Monday begins as a whisper
on Wednesday evening
I hear these things now
things I didn’t hear when I was younger
(perspective can be a real drag…)
and as with other hated sounds
I inexplicably perk my ears up
like a hound dog, to listen closely
to the whispers, rather than ignore them
they grow louder, more insistent
they remind me how quickly
the next four—
the next three days will pass
the next two days—
how Sunday, Sunday will pass
and Sunday evening…
four o’clock….then 8, 9, bedtime
I close my eyes and open them
a rainy Monday morning
I drive toward purgatory
(not hell….hell would be more interesting)
as dark puddles spread red lights
across the slick blacktop
we sit in our cars
masks of stoicism
grey busts of Epictetus
a few feet away, yet
in separate worlds
parallel lines that never meet
as the news of the world washes in
a horrible tide of rusted needles
broken buoys
miles of tangled line
we grit our teeth
and take it like grownups
or switch the station
I roll in to the lot
park beside my office building
beneath the bare bones of a sycamore
winter is too real a season
a few leaves rattle in the tree
more lie dead, frozen
in a pathetic and dirty snowbank
the world is brown and grey
it will remain this way forever
says my demon
I don’t want to be here…
now…
but where else could I be?
today, this deadly now
hangs on my neck
a heavy cowbell
a tin cup against the bars
a dull and hollow ring
*
Brian Rihlmann was born in New Jersey and currently resides in Reno, Nevada. He writes free verse poetry, and has been published in The Blue Nib, The American Journal of Poetry, Cajun Mutt Press, The Rye Whiskey Review, and others. His first poetry collection, “Ordinary Trauma,” (2019) was published by Alien Buddha Press.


What you are asked to do:
From the listing below, give again exactly the lines from the line with "The image is 1024*698. Detect *footwear*." to the line with "If so, where?", ends included, without any pictures.

The records:
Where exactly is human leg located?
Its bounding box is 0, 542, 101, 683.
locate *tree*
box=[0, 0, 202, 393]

* * *

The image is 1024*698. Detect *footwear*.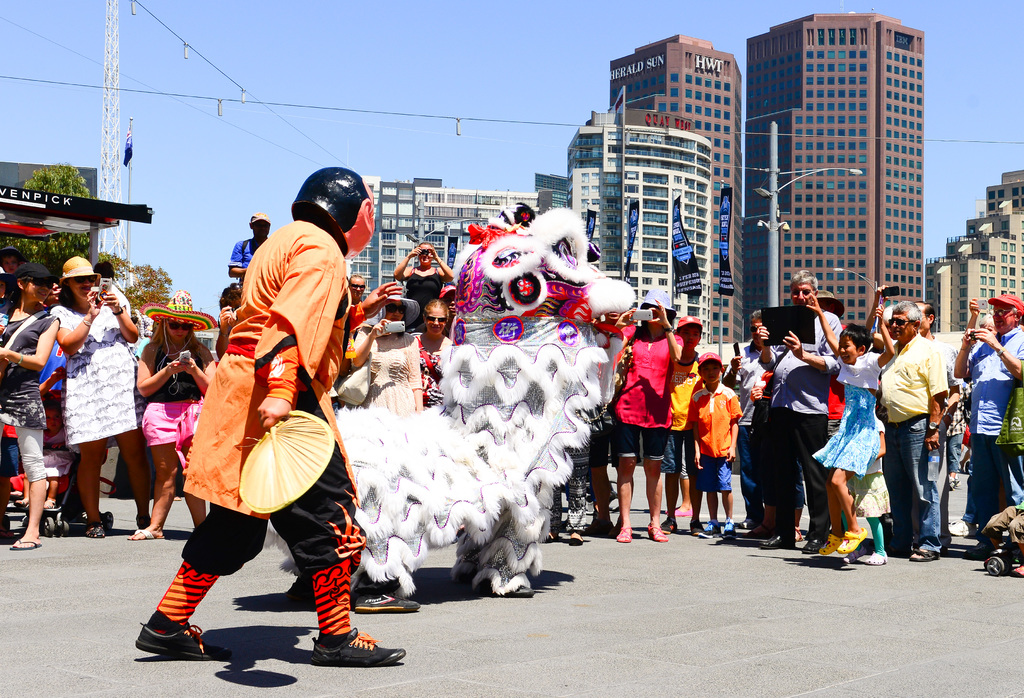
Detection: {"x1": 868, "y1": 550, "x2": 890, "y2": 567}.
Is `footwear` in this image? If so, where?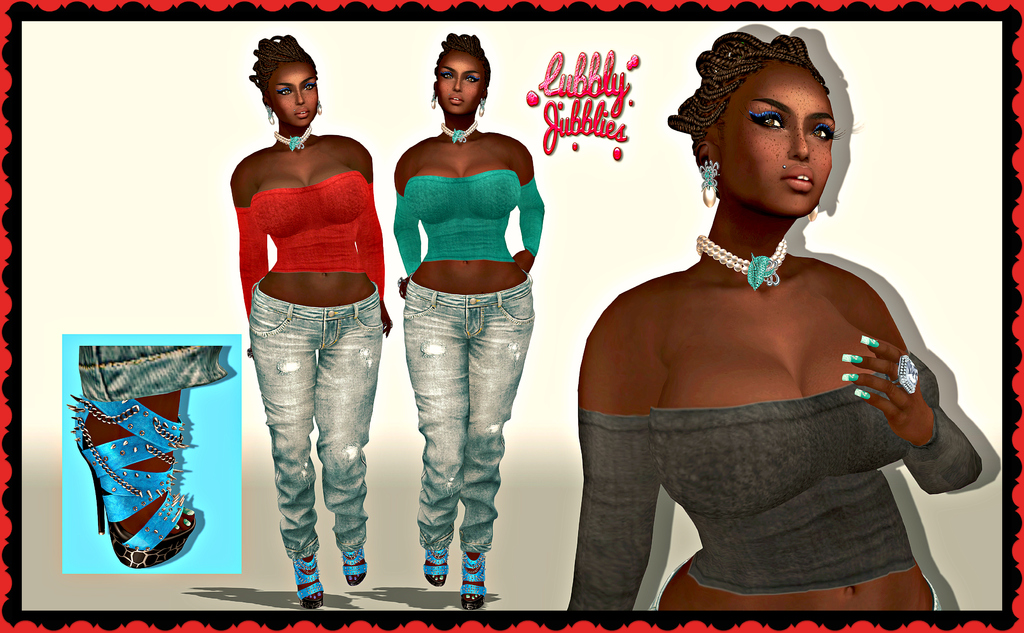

Answer to the problem:
The image is 1024*698. Detect *footwear*.
Detection: {"x1": 868, "y1": 550, "x2": 890, "y2": 567}.
Is `footwear` in this image? If so, where?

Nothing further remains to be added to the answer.